Wednesday, September 28, 2005

Will the Select Committee Finish Its Job?

In a column on ex-FEMA Director Michael Brown's appearance Tuesday before the House Select Committee on Katrina, the Washington Post's Dana Milbank writes:
Rep. Gene Taylor, one of two Democrats who ignored the boycott, said Brown was in way over his head. "You folks fell on your face. You get an F-minus in my book," he attested. The Mississippian added: "Maybe the president made a very good move when he asked you to leave your job."
I agree. Of course, if Rep. Taylor's assessment is accurate, then one could also say that the president made a very bad move when he originally asked Brown to take the job.

Like Milbank, I thought the members on the committee did "a heck of a job on Brownie yesterday." But the shortcomings in the federal response to Katrina can't all be laid at Brown's feet.
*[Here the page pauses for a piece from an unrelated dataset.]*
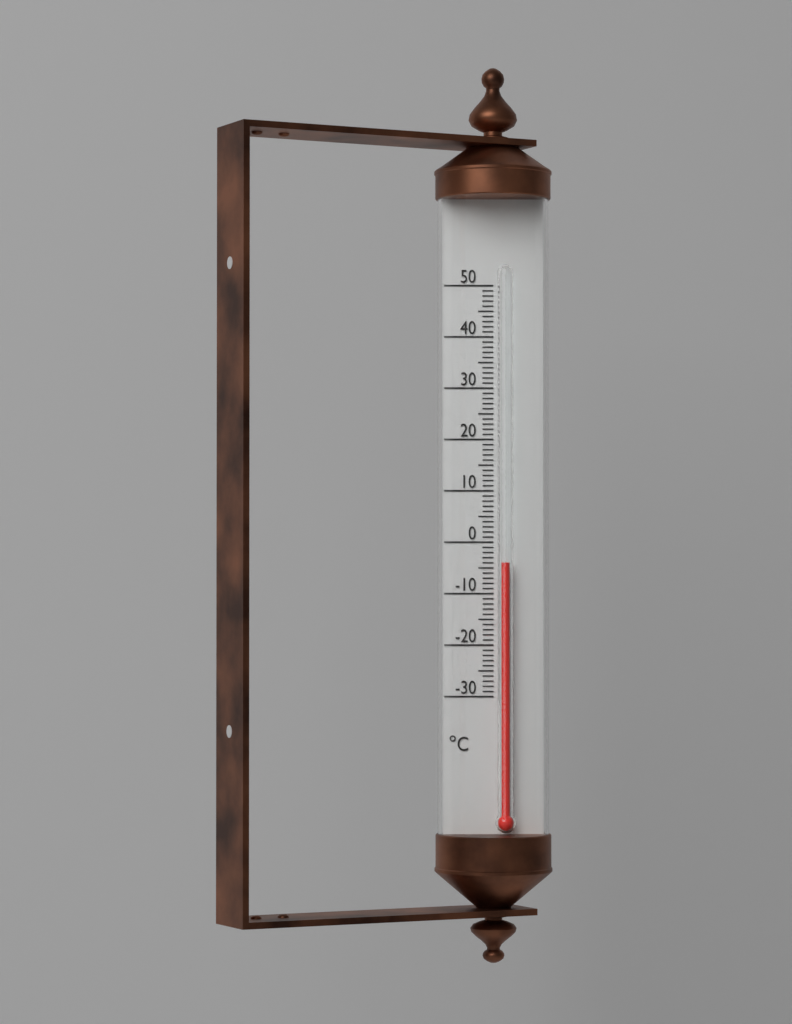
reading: -4 °C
The select committee has more to do before its job is truly finished.

Brown said he repeatedly talked with officials at the White House about FEMA's needs as it responded to the Katrina destruction. One of the White House officials named by Brown was the president's chief of staff, Andrew Card. Will members of the select committee have the balls to insist that Card appear before them?

And what about Michael Chertoff, who heads the Homeland Security Department? As Brown testified yesterday, it was Chertoff who took a saw to FEMA's budget. Those funding cuts -- probably approved by some of the very members of Congress who on Tuesday gleefully poked and prodded Brown for answers -- may have undermined FEMA's ability to respond.

Yes, the select committee did "a heck of a job" on Brown, but its job is far from completed.